Adam Hochschild’s books include King Leopold’s Ghost, To End All Wars, and, most recently, Lessons from a Dark Time and Other Essays. He teaches at the Graduate School of Journalism at the University of California at Berkeley. (October 2018)
Beautiful Country Burn Again: Democracy, Rebellion, and Revolution
by Ben Fountain
Behold, America: The Entangled History of “America First” and “The American Dream”
by Sarah Churchwell
You don’t necessarily need an ethnic or religious scapegoat to be a thuggish strongman, but it sure helps. Narendra Modi rose to power in India in a party that has long demonized Muslims—and after doing conspicuously little to stop a massacre of them while running his home state of Gujarat.
Armed in America: A History of Gun Rights from Colonial Militias to Concealed Carry
by Patrick J. Charles
Loaded: A Disarming History of the Second Amendment
by Roxanne Dunbar-Ortiz
If reason played any part in the American love affair with guns, things would have been different a long time ago and we would not have so many mass shootings like the one that took the lives of seventeen high school students in Parkland, Florida on February 14.
The Second Coming of the KKK: The Ku Klux Klan of the 1920s and the American Political Tradition
by Linda Gordon
Ku Klux Kulture: America and the Klan in the 1920s
by Felix Harcourt
Most of us who grow up in the United States learn a reassuring narrative of ever-expanding tolerance. Yes, the country’s birth was tainted with the original sin of slavery, but Lincoln freed the slaves, the Supreme Court desegregated schools, and we finally elected a black president. The Founding Fathers may have all been men, but in their wisdom they created a constitution that would later allow women to gain the vote. And now the legal definition of marriage has broadened to include gays and lesbians. We are, it appears, an increasingly inclusive nation. But a parallel, much darker river runs through American history.
America and the Great War: A Library of Congress Illustrated History
by Margaret E. Wagner, with an introduction by David M. Kennedy
The Great War
a three-part television series produced by Stephen Ives and Amanda Pollak for PBS’s American Experience
As our newspapers and TV screens overflow with choleric attacks by President Trump on the media, immigrants, and anyone who criticizes him, it makes us wonder: What would it be like if nothing restrained him from his obvious wish to silence, deport, or jail such enemies? For a chilling answer, we need only roll back the clock one hundred years, to the moment when the United States entered not just a world war, but a three-year period of unparalleled censorship, mass imprisonment, and anti-immigrant terror.
Mr. Smith Goes to Prison: What My Year Behind Bars Taught Me About America’s Prison Crisis
by Jeff Smith
Understanding Mass Incarceration: A People’s Guide to the Key Civil Rights Struggle of Our Time
by James Kilgore
One private prison company alone, the Corrections Corporation of America, today runs the country’s fifth-largest prison system, after those of the federal government and the three biggest states. The less money such corporations spend on staff training, food, education, medical care, and rehabilitation, the more profits they make. States, at least in theory, have a financial incentive to reduce recidivism, but for private prisons, recidivism produces what every business wants: returning customers. No wonder these companies push hard for three-strikes laws and similar measures.
In the last days of 1936, Spain was five months into a bitter civil war, in which volunteers from many countries were helping the elected government of the Spanish Republic battle a military coup led by General Francisco Franco and backed by Hitler and Mussolini. Some foreigners flocking to Spain, …
Subversives: The FBI’s War on Student Radicals, and Reagan’s Rise to Power
by Seth Rosenfeld
Even at its worst, the FBI was far less draconian than dozens of secret police forces active around the world then and today. But changes in technology have vastly increased the ease of surveillance. In the 1950s, in order to eavesdrop on a meeting in Jessica Mitford’s house, two bumbling FBI agents hid in a crawl space beneath it; the mission almost came to grief when one fell asleep and started snoring. But today those agents would have access to vastly more: not just Mitford’s phone calls—which they were already tapping—but her credit card statements, her Google searches, her air travel itineraries, her bookstore purchases, her e-mails, her text messages, her minute-by-minute locations as signaled by the GPS in her mobile phone.
Because of the photography of their day, we tend to think of the world wars in black and white. Peter Walther’s The First World War in Colour feels like looking at a familiar scene through a different pair of eyeglasses. The first thing that stuns you is the brilliant colors of the uniforms. The French army of 1914 was the most snappily dressed in Europe.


=== WORK TO BE COMPLETED ===
All of the lines below need to be copied exactly, apart from the pictures.

Items from a figure collection:

- - -

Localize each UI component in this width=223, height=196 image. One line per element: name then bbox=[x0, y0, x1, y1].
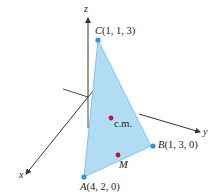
vertex-b-dot bbox=[150, 143, 155, 148]
x-axis bbox=[26, 97, 88, 174]
x-axis-label: x bbox=[19, 170, 23, 180]
point-c-label: C(1, 1, 3) bbox=[95, 26, 135, 37]
center-of-mass-label: c.m. bbox=[114, 119, 132, 130]
point-a-label: A(4, 2, 0) bbox=[80, 182, 120, 193]
y-axis bbox=[139, 114, 200, 132]
midpoint-m-label: M bbox=[119, 160, 128, 171]
midpoint-m-dot bbox=[116, 153, 121, 158]
point-c-name: C bbox=[95, 25, 102, 36]
y-axis-back bbox=[63, 89, 88, 97]
point-b-label: B(1, 3, 0) bbox=[158, 140, 198, 151]
z-axis-label: z bbox=[84, 4, 88, 14]
axes bbox=[26, 18, 93, 174]
y-axis-label: y bbox=[203, 127, 207, 137]
point-c-coords: (1, 1, 3) bbox=[102, 25, 135, 36]
vertex-c-dot bbox=[95, 37, 100, 42]
point-b-coords: (1, 3, 0) bbox=[164, 139, 197, 150]
vertex-a-dot bbox=[81, 174, 86, 179]
point-a-coords: (4, 2, 0) bbox=[86, 181, 119, 192]
center-of-mass-dot bbox=[109, 116, 114, 121]
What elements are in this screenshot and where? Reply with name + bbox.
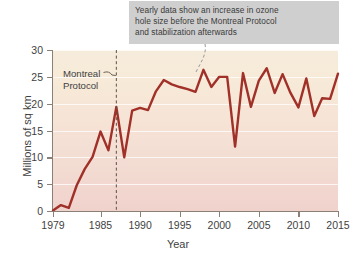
x-axis-tick: [338, 211, 339, 217]
x-axis-tick-label: 2005: [247, 219, 270, 231]
x-axis-tick: [140, 211, 141, 217]
x-axis-tick-label: 2010: [287, 219, 310, 231]
x-axis-tick-label: 1985: [89, 219, 112, 231]
chart-figure: Yearly data show an increase in ozone ho…: [0, 0, 356, 261]
x-axis-tick-label: 1979: [41, 219, 64, 231]
x-axis-tick-label: 2000: [208, 219, 231, 231]
y-axis-tick-label: 30: [31, 44, 43, 56]
x-axis-tick: [259, 211, 260, 217]
y-axis-tick: [47, 157, 53, 158]
y-axis-tick-label: 15: [31, 125, 43, 137]
x-axis-tick: [219, 211, 220, 217]
x-axis-tick: [101, 211, 102, 217]
x-axis-tick-label: 2015: [326, 219, 349, 231]
x-axis-tick-label: 1995: [168, 219, 191, 231]
y-axis-tick: [47, 131, 53, 132]
callout-leader-line: [196, 44, 205, 72]
x-axis-tick: [298, 211, 299, 217]
y-axis-tick-label: 20: [31, 98, 43, 110]
y-axis-tick: [47, 104, 53, 105]
y-axis-tick-label: 25: [31, 71, 43, 83]
x-axis-tick: [53, 211, 54, 217]
y-axis-tick: [47, 77, 53, 78]
montreal-protocol-leader-line: [104, 72, 116, 76]
y-axis-tick-label: 0: [37, 205, 43, 217]
y-axis-tick-label: 10: [31, 151, 43, 163]
y-axis-tick: [47, 184, 53, 185]
x-axis-tick: [180, 211, 181, 217]
y-axis-tick-label: 5: [37, 178, 43, 190]
y-axis-tick: [47, 50, 53, 51]
data-line-ozone-hole-area: [53, 68, 338, 210]
x-axis-tick-label: 1990: [128, 219, 151, 231]
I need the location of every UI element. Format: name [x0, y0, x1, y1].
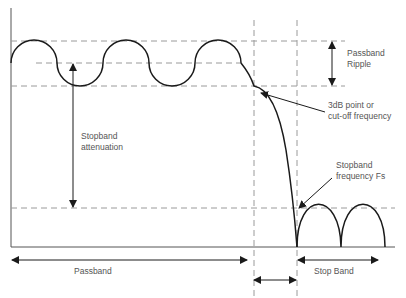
stopband-attenuation-line2: attenuation	[81, 142, 123, 153]
stopband-frequency-label: Stopband frequency Fs	[336, 160, 385, 182]
stopband-attenuation-label: Stopband attenuation	[81, 131, 123, 153]
cutoff-label: 3dB point or cut-off frequency	[328, 100, 391, 122]
passband-ripple-line1: Passband	[347, 48, 385, 59]
stopband-frequency-line2: frequency Fs	[336, 171, 385, 182]
cutoff-line2: cut-off frequency	[328, 111, 391, 122]
stopband-freq-pointer-arrow	[299, 178, 332, 208]
stop-band-label: Stop Band	[314, 266, 354, 277]
passband-label: Passband	[74, 266, 112, 277]
passband-ripple-label: Passband Ripple	[347, 48, 385, 70]
cutoff-line1: 3dB point or	[328, 100, 391, 111]
passband-ripple-line2: Ripple	[347, 59, 385, 70]
cutoff-pointer-arrow	[261, 93, 325, 112]
filter-response-diagram	[0, 0, 406, 298]
stopband-attenuation-line1: Stopband	[81, 131, 123, 142]
stopband-lobes	[297, 204, 385, 247]
stopband-frequency-line1: Stopband	[336, 160, 385, 171]
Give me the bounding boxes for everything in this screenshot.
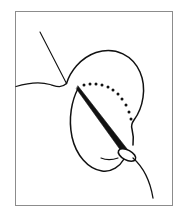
- needle-path-dot: [95, 83, 98, 86]
- needle-path-dot: [130, 118, 133, 121]
- needle-path-dot: [112, 89, 115, 92]
- needle-path-dot: [128, 111, 131, 114]
- illustration-figure: Surgical needle and suture passing throu…: [0, 0, 181, 218]
- needle-path-dot: [101, 84, 104, 87]
- needle-path-dot: [89, 83, 92, 86]
- illustration-canvas: [0, 0, 181, 218]
- needle-path-dot: [121, 98, 124, 101]
- needle-path-dot: [83, 84, 86, 87]
- needle-path-dot: [117, 93, 120, 96]
- canvas-background: [0, 0, 181, 218]
- needle-path-dot: [125, 104, 128, 107]
- needle-path-dot: [107, 86, 110, 89]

- - -

=== SOLUTION FOR THIS TASK ===
Localize each UI component in this width=223, height=196 image. One line per element: name then bbox=[x0, y0, x1, y1].
vertex-b-dot bbox=[150, 143, 155, 148]
x-axis bbox=[26, 97, 88, 174]
x-axis-label: x bbox=[19, 170, 23, 180]
point-c-label: C(1, 1, 3) bbox=[95, 26, 135, 37]
center-of-mass-label: c.m. bbox=[114, 119, 132, 130]
point-a-label: A(4, 2, 0) bbox=[80, 182, 120, 193]
y-axis bbox=[139, 114, 200, 132]
midpoint-m-label: M bbox=[119, 160, 128, 171]
midpoint-m-dot bbox=[116, 153, 121, 158]
point-c-name: C bbox=[95, 25, 102, 36]
y-axis-back bbox=[63, 89, 88, 97]
point-b-label: B(1, 3, 0) bbox=[158, 140, 198, 151]
z-axis-label: z bbox=[84, 4, 88, 14]
axes bbox=[26, 18, 93, 174]
y-axis-label: y bbox=[203, 127, 207, 137]
point-c-coords: (1, 1, 3) bbox=[102, 25, 135, 36]
vertex-c-dot bbox=[95, 37, 100, 42]
point-b-coords: (1, 3, 0) bbox=[164, 139, 197, 150]
vertex-a-dot bbox=[81, 174, 86, 179]
point-a-coords: (4, 2, 0) bbox=[86, 181, 119, 192]
center-of-mass-dot bbox=[109, 116, 114, 121]
What elements are in this screenshot and where? Reply with name + bbox.
x-axis-tick: [338, 211, 339, 217]
x-axis-tick-label: 2005: [247, 219, 270, 231]
x-axis-tick: [140, 211, 141, 217]
x-axis-tick-label: 2010: [287, 219, 310, 231]
x-axis-tick-label: 1985: [89, 219, 112, 231]
chart-figure: Yearly data show an increase in ozone ho…: [0, 0, 356, 261]
x-axis-tick-label: 1979: [41, 219, 64, 231]
x-axis-tick-label: 2000: [208, 219, 231, 231]
y-axis-tick-label: 30: [31, 44, 43, 56]
x-axis-tick: [259, 211, 260, 217]
y-axis-tick: [47, 157, 53, 158]
y-axis-tick-label: 15: [31, 125, 43, 137]
x-axis-tick: [219, 211, 220, 217]
x-axis-tick: [101, 211, 102, 217]
x-axis-tick-label: 2015: [326, 219, 349, 231]
x-axis-tick-label: 1995: [168, 219, 191, 231]
y-axis-tick: [47, 131, 53, 132]
callout-leader-line: [196, 44, 205, 72]
x-axis-tick: [298, 211, 299, 217]
y-axis-tick-label: 20: [31, 98, 43, 110]
y-axis-tick: [47, 104, 53, 105]
y-axis-tick-label: 25: [31, 71, 43, 83]
x-axis-tick: [53, 211, 54, 217]
y-axis-tick: [47, 77, 53, 78]
montreal-protocol-leader-line: [104, 72, 116, 76]
y-axis-tick-label: 0: [37, 205, 43, 217]
y-axis-tick-label: 10: [31, 151, 43, 163]
y-axis-tick: [47, 184, 53, 185]
x-axis-tick: [180, 211, 181, 217]
y-axis-tick-label: 5: [37, 178, 43, 190]
y-axis-tick: [47, 50, 53, 51]
data-line-ozone-hole-area: [53, 68, 338, 210]
x-axis-tick-label: 1990: [128, 219, 151, 231]
I need the location of every UI element. Format: name [x0, y0, x1, y1].
stopband-attenuation-line2: attenuation	[81, 142, 123, 153]
stopband-frequency-label: Stopband frequency Fs	[336, 160, 385, 182]
stopband-attenuation-label: Stopband attenuation	[81, 131, 123, 153]
cutoff-label: 3dB point or cut-off frequency	[328, 100, 391, 122]
passband-ripple-line1: Passband	[347, 48, 385, 59]
stopband-frequency-line2: frequency Fs	[336, 171, 385, 182]
cutoff-line2: cut-off frequency	[328, 111, 391, 122]
stopband-freq-pointer-arrow	[299, 178, 332, 208]
stop-band-label: Stop Band	[314, 266, 354, 277]
passband-label: Passband	[74, 266, 112, 277]
passband-ripple-label: Passband Ripple	[347, 48, 385, 70]
cutoff-line1: 3dB point or	[328, 100, 391, 111]
passband-ripple-line2: Ripple	[347, 59, 385, 70]
cutoff-pointer-arrow	[261, 93, 325, 112]
filter-response-diagram	[0, 0, 406, 298]
stopband-attenuation-line1: Stopband	[81, 131, 123, 142]
stopband-lobes	[297, 204, 385, 247]
stopband-frequency-line1: Stopband	[336, 160, 385, 171]
Give me the bounding boxes for everything in this screenshot.
- needle-path-dot: [95, 83, 98, 86]
- needle-path-dot: [130, 118, 133, 121]
- needle-path-dot: [112, 89, 115, 92]
- needle-path-dot: [128, 111, 131, 114]
- illustration-figure: Surgical needle and suture passing throu…: [0, 0, 181, 218]
- needle-path-dot: [101, 84, 104, 87]
- needle-path-dot: [89, 83, 92, 86]
- illustration-canvas: [0, 0, 181, 218]
- needle-path-dot: [121, 98, 124, 101]
- needle-path-dot: [83, 84, 86, 87]
- needle-path-dot: [117, 93, 120, 96]
- canvas-background: [0, 0, 181, 218]
- needle-path-dot: [125, 104, 128, 107]
- needle-path-dot: [107, 86, 110, 89]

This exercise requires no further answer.